I also followed the advice I had given President Ford earlier, when he assumed the presidency, by promptly bringing in some new faces to work with the talent that was already there. One of them, of course, was not all that new to me. By this time, Cheney and I had worked together in three different assignments—the Office of Economic Opportunity, the Cost of Living Council, and the Nixon White House. But our time in the Ford White House would prove to be our most challenging yet.

Echoing my practice with Cheney, I encouraged every senior staff member to find a deputy they could trust, who could help take some of the load off them, and, if possible, over time become interchangeable with them.
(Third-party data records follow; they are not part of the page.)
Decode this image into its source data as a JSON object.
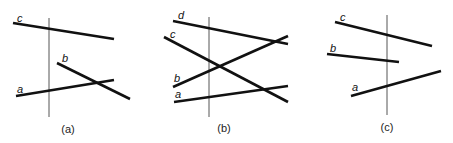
{
  "panels": [
    {
      "caption": "(a)",
      "caption_pos": [
        68,
        133
      ],
      "sweep_line": [
        49,
        18,
        49,
        117
      ],
      "segments": [
        {
          "label": "c",
          "line": [
            13,
            23,
            114,
            39
          ],
          "label_pos": [
            17,
            22
          ]
        },
        {
          "label": "b",
          "line": [
            57,
            63,
            130,
            99
          ],
          "label_pos": [
            62,
            62
          ]
        },
        {
          "label": "a",
          "line": [
            16,
            96,
            114,
            80
          ],
          "label_pos": [
            17,
            93
          ]
        }
      ]
    },
    {
      "caption": "(b)",
      "caption_pos": [
        224,
        132
      ],
      "sweep_line": [
        209,
        17,
        209,
        117
      ],
      "segments": [
        {
          "label": "d",
          "line": [
            173,
            21,
            288,
            44
          ],
          "label_pos": [
            178,
            19
          ]
        },
        {
          "label": "c",
          "line": [
            164,
            37,
            288,
            102
          ],
          "label_pos": [
            170,
            38
          ]
        },
        {
          "label": "b",
          "line": [
            173,
            87,
            288,
            36
          ],
          "label_pos": [
            174,
            82
          ]
        },
        {
          "label": "a",
          "line": [
            174,
            102,
            288,
            86
          ],
          "label_pos": [
            175,
            98
          ]
        }
      ]
    },
    {
      "caption": "(c)",
      "caption_pos": [
        387,
        131
      ],
      "sweep_line": [
        387,
        15,
        387,
        115
      ],
      "segments": [
        {
          "label": "c",
          "line": [
            335,
            22,
            432,
            46
          ],
          "label_pos": [
            340,
            21
          ]
        },
        {
          "label": "b",
          "line": [
            327,
            54,
            399,
            62
          ],
          "label_pos": [
            330,
            52
          ]
        },
        {
          "label": "a",
          "line": [
            351,
            96,
            441,
            71
          ],
          "label_pos": [
            352,
            91
          ]
        }
      ]
    }
  ]
}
This made some uncomfortable. Many in senior roles prefer to guard their access to the president and are reluctant to give authority to a deputy. I thought we all needed to remind ourselves that none of us were indispensable.

When I asked Dick to serve as my top assistant (he would later become deputy chief of staff ), he reminded me about a couple of arrests he had had for drinking and driving after he got out of college and was working on power lines in Wyoming. The arrests had come up in his FBI background check when he came to work for me in the Nixon administration in 1969, and after discussing them with him, I had hired him anyway. Dick pointed out that serving as my assistant in the Ford White House would be a far more visible position. He did not want the President or me to be surprised when the clearance process turned up his arrests again, and said he’d understand if either Ford or I thought it might prove an impediment to his being hired. Shortly thereafter I briefed the President on the issue.

“Do you think this is the guy you need for the job?” Ford asked.

“I do,” I replied.

“Then bring him aboard,” Ford said. That settled that.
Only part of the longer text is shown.